Advertising on one platform for one gender doesn't mean the job is only for one gender. And if job was open to one gender only, there're already laws against that...
Saying that "FB is not a single gender platform" is like saying that "Higher education is not a single gender platform".
Recruiting only from Barnard doesn't mean that job is only for one gender either.
You're missing their point about using limits on the market supply to discriminate for a job - i.e. even if that job is "open to all", but you've limited applicants to one gender.
HR and legal depts that don't want their company to be sued for violating Title VII will make sure that they aren't recruiting only from Barnard, unless they're some bona fide exception (e.g. hiring models for women's clothing). This idea that they need to recruit from men's only career fairs is your own.
I'm saying that one-gender-only job advertising is not a novelty that happened for the first time in Facebook.
As other commenter pointed out, how is this different from advertising in women/men magazine? Should we ban those as well? Sure, one can argue that their readers are only 98% one gender. But then some people on FB lie about their gender and some browse FB on somebody else's account. E.g. My GF never logs out off Facebook on shared devices and I see ads targeting women all the time.
All in all, we should look at bigger problem of targeted advertising rather exclusive loaded cases. I've no idea what targeted advertising line is "good enough". On the other hand, targeted advertising is definitely causing massive societal problems and political polarisation.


_WHAT THE EXERCISE ASKS:_ Each line below with the string "transformation" should be copied.

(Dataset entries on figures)

----

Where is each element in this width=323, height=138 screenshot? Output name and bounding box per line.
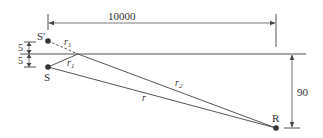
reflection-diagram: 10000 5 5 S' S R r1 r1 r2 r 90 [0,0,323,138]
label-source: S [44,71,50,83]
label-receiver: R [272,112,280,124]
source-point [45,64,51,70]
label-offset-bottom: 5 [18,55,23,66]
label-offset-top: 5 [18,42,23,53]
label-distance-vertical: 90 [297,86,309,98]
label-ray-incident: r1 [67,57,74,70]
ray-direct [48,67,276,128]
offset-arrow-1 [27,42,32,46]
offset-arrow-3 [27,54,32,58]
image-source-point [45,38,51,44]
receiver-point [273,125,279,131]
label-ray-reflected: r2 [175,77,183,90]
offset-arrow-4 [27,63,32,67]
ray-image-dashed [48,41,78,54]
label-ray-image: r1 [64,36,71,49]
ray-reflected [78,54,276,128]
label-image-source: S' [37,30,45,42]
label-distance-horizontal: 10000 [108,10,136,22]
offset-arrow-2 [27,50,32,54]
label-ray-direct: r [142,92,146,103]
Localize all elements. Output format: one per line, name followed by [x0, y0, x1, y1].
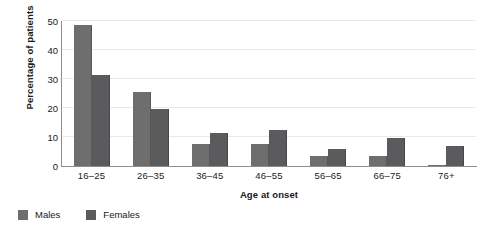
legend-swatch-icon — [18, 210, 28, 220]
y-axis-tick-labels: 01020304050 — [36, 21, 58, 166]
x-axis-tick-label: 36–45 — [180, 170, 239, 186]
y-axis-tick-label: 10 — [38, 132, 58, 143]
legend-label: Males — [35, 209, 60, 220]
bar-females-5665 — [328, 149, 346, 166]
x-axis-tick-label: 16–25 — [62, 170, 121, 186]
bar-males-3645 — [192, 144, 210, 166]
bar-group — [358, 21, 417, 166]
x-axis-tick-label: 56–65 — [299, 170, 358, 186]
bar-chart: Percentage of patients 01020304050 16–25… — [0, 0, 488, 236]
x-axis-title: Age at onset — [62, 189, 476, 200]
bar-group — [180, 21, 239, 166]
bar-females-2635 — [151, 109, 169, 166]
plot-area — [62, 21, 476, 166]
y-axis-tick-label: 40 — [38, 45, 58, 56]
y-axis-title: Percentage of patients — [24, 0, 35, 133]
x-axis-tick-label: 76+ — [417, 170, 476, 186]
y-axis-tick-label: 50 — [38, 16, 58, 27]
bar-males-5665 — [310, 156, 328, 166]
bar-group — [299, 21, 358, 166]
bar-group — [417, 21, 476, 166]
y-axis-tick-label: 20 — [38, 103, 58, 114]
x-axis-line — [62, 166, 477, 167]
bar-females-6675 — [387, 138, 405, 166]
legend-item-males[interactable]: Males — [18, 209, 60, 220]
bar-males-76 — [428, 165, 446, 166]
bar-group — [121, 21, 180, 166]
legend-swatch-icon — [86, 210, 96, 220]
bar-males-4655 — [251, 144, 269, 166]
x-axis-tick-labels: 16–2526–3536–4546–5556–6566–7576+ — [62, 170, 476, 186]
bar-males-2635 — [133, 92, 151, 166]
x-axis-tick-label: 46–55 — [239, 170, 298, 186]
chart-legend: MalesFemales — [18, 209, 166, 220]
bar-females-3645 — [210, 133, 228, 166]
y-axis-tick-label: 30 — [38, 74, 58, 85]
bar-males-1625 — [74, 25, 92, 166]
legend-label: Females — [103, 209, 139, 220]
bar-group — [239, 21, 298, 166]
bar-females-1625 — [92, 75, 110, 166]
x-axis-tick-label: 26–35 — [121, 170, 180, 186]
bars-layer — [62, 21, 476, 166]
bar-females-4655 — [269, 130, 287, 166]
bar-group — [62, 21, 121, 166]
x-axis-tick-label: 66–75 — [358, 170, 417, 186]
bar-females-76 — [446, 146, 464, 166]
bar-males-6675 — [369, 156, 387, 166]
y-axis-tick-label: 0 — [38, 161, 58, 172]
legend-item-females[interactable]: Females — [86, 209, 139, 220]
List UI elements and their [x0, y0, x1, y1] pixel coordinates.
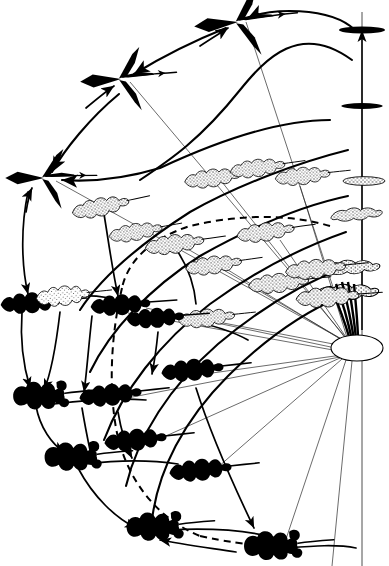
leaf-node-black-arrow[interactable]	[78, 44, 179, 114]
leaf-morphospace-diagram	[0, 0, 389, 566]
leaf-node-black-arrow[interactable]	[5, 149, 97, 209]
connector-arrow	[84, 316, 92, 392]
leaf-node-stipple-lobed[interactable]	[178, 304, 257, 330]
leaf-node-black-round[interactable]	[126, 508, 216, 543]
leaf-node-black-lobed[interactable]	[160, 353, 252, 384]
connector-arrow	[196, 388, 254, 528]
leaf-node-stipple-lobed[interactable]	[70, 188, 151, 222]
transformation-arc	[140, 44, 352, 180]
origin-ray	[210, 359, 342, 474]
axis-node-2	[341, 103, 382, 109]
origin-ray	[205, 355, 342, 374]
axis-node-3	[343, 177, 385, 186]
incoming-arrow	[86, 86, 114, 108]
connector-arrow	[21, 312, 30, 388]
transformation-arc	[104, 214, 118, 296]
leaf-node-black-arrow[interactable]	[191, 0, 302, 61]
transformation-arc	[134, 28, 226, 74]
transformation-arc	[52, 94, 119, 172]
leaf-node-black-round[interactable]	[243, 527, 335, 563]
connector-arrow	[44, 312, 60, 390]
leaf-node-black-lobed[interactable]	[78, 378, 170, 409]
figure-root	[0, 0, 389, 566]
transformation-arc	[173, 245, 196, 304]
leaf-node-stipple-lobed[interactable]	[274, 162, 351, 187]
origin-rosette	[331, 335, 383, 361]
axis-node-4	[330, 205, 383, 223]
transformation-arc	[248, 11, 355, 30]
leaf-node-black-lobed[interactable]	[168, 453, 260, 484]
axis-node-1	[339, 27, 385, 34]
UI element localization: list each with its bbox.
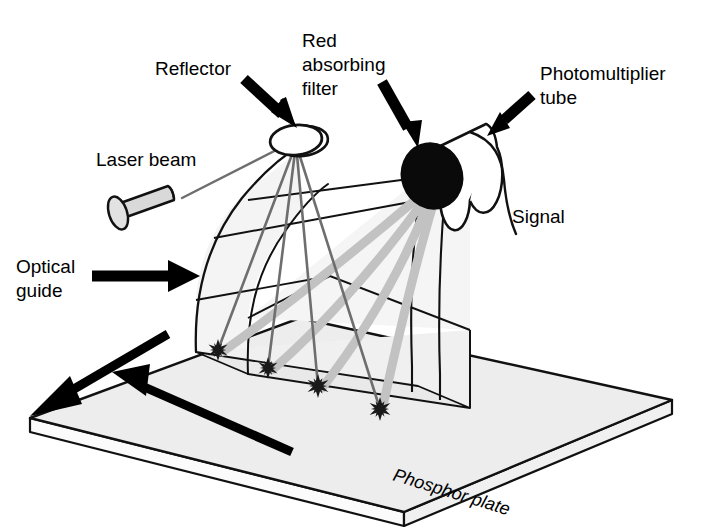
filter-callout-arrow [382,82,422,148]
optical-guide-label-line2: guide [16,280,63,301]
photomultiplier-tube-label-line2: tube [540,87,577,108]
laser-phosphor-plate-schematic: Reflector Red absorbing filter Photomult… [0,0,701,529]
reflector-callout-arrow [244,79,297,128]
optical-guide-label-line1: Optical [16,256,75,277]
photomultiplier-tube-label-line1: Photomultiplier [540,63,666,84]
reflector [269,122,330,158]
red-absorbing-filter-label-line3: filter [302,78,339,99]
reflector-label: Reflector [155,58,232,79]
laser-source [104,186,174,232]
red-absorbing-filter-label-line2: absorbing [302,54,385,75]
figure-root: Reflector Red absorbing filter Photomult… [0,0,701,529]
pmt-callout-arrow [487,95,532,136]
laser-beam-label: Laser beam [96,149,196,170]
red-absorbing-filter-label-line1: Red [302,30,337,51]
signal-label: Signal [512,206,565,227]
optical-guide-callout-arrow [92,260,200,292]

----

_RESULT OF THE TASK:_
transformation-arc	[140, 44, 352, 180]
transformation-arc	[104, 214, 118, 296]
transformation-arc	[134, 28, 226, 74]
transformation-arc	[52, 94, 119, 172]
transformation-arc	[173, 245, 196, 304]
transformation-arc	[248, 11, 355, 30]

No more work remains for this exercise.